Monday, Feb. 20, 1928
Beck, Bok, Burk
Beck, Bock, Burk
The people who came to the Academy of Music in Philadelphia, on the day a prize was to be awarded to that Philadelphian who had performed the most noteworthy service to the community of which his city is the centre, had no idea to whom it would be given. Most of them were distinguished Philadelphians, including the giver of the prize, Edward W. Bok, onetime editor of the Ladies Home Journal; a few looked with hope and excitement at the ivory casket, which stood on the speaker's stand, containing a gold medal, a scroll and a check for $10,000. Pierre Monteux conducted the Philadelphian orchestra in the absence of its regular leader, Leopold Stokowski, a onetime winner of the Bok Prize. The other winners were all present except for the late Dr. Russel H. Conwell ("Acres of Diamonds") ; there was Samuel S. Fleisher, founder of the Graphic Sketch Club; Charles Custis Harrison, onetime provost of the University of Pennsylvania; Samuel Yellin, master ironworker; Dr. Chevalier Jackson, who "devised" the bronchoscope. Tension in the audience increased as Congressman James M. Beck began to speak.
He made veiled reference to "Valley Forge ... a dreamer ... a man with a great vision. . . ."At last it became apparent who the man was. The audience cheered and clapped when a little white-haired clergyman, looking for all the world like a sly puppy, gave an uncertain, embarrassed smile, got up from his chair, tiptoed toward the centre of the stage, and took the ivory box. The little clergyman was the Rev. Dr. William Herbert Burk. He had been awarded the Bok Prize for founding and forwarding the Washington Memorial at Valley Forge.
By some charming alchemy in nature, those places are often the most lovely where men have most suffered. George Washington marched his men to Valley Forge, now a vast well-kept park, along roads that were rutted with ice. The tents went up along the hilltop and the soldiers built their fires in the dark. Night after night the wind blew down like a white wolf, blew the snow up over the small starry fires and howled at Washington's army from a cold, tremendous sky. Soldiers have been brave before and since; Washington's men heard the wind capering like a white wolf in the snowy sky and they held out their hands to fires that were colder than the stars. Food was scarce at Valley Forge. The general, his bleak face pinched by the agony of that winter's cold, could promise no comfort. The spring came slowly and the army stayed through a warm June, when trout jumped at twilight in Schuylkill River.

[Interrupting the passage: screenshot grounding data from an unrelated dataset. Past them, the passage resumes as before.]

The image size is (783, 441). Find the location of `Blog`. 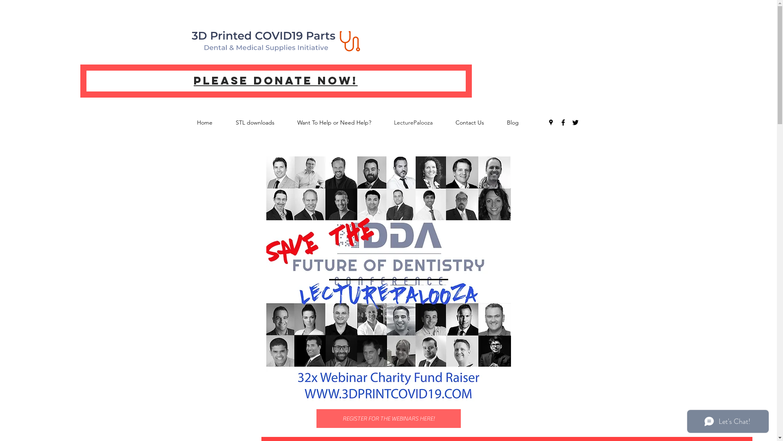

Blog is located at coordinates (520, 122).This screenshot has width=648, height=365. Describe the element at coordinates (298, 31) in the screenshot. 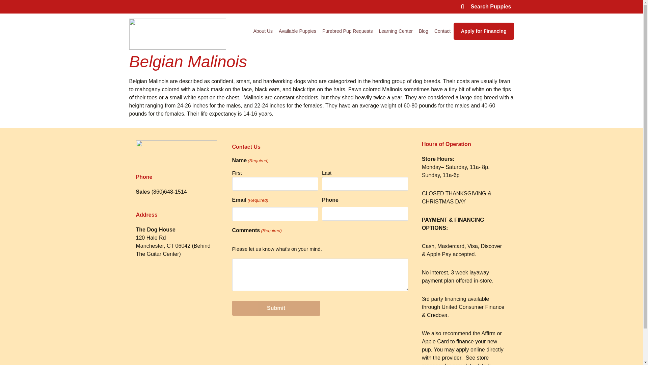

I see `Available Puppies` at that location.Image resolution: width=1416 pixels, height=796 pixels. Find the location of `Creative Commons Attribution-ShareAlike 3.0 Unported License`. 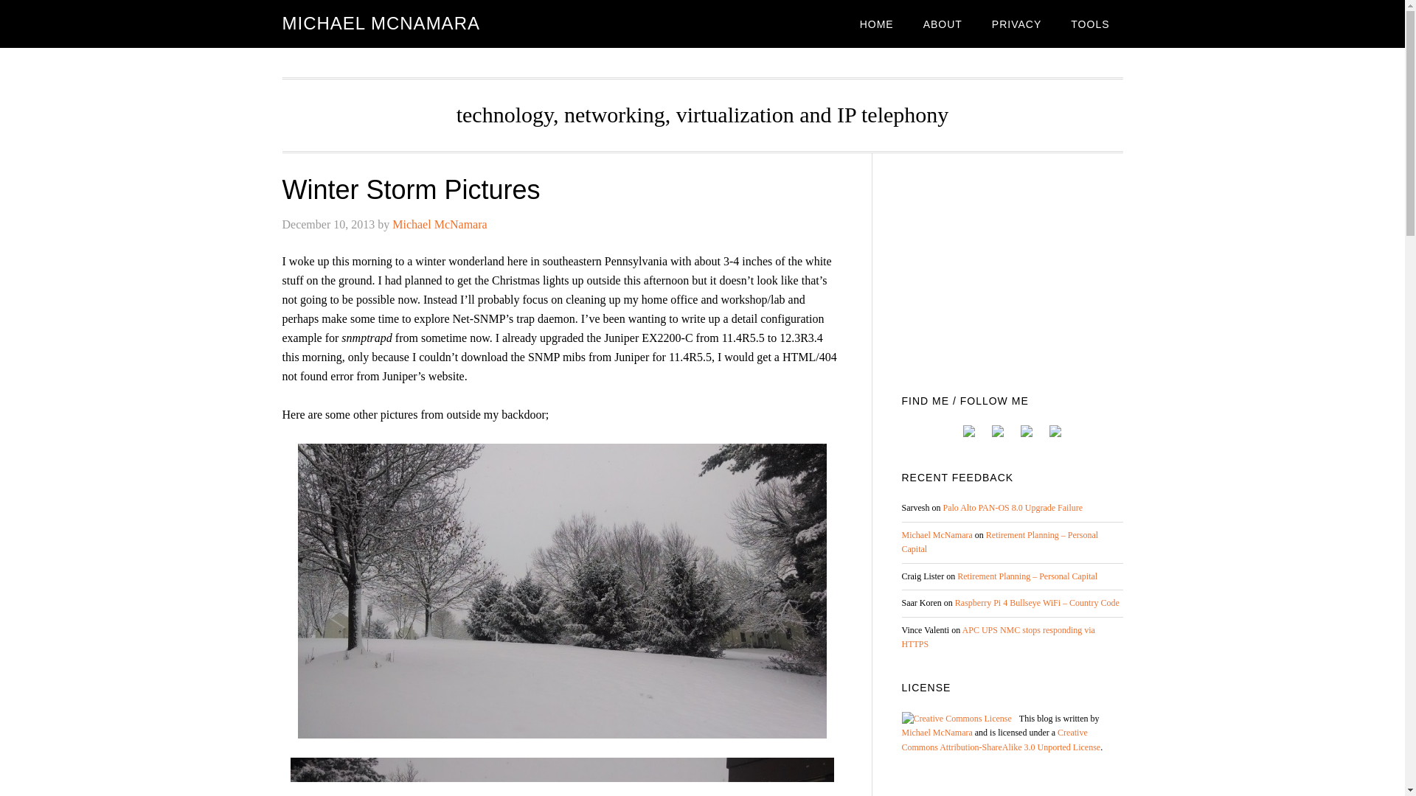

Creative Commons Attribution-ShareAlike 3.0 Unported License is located at coordinates (1000, 740).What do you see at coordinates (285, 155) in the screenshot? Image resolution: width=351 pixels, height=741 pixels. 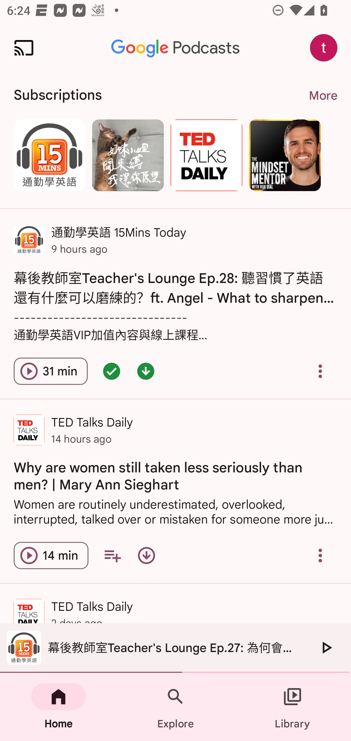 I see `The Mindset Mentor` at bounding box center [285, 155].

Dr. Burk, when he was a boy in Philadelphia, was sensitive to the extraordinary past whose echoes were still in the country around him. He picked up an Indian battle axe one day and, like many another U. S. urchin, stared with a long wonder at this emblem of forgotten hatred and forgotten fear. After he became a parson, he could not lose his intense feeling for the past; when he told his Sunday school about Joshua, he could hear trumpets sounding and the roar of falling walls. His parish was in Norristown, Pa.; on winter nights he could imagine that the cold wind crying at his window was still blowing snowdrifts over an army's fires. In 1903 he outlined the Washington Memorial at Valley Forge. That same year, 125 years after Washington's soldiers had marched down the hill to win a war, the cornerstone of the Washington Memorial Chapel was laid, and the life work of Dr. William Herbert Burk began in earnest.
Ever since then, Dr. Burk has lived for his memorial. The Chapel rose slowly. Dr. Burk wrote books about Valley Forge, founded the Valley Forge Historical Society and became its president. In 1911 he left his large Pennsylvania parish to organize one for his new Chapel. Dr. Burk worked hard for 17 years. A few weeks ago he announced that ground for the $10,000,000 National Washington Memorial Church will be broken on Feb. 22; if the work moves forward as it should, the Church will be finished in 1932, on the 200th anniversary of George Washington's birth.
When completed, the memorial will include: The Patriots' Hall, Washington Memorial Chapel (now complete), Cloister of the Colonies, Porch of the Allies, Thanksgiving Tower, Woodlawn Cathedral, Eight Halls of History. In the past five years not less than 200,000 people have visited the Memorial Chapel. Some of these have been sensible, some have claimed that their ancestors fought in the "battle of Valley Forge." The late President Wilson, referred to it as "the shrine of the American People."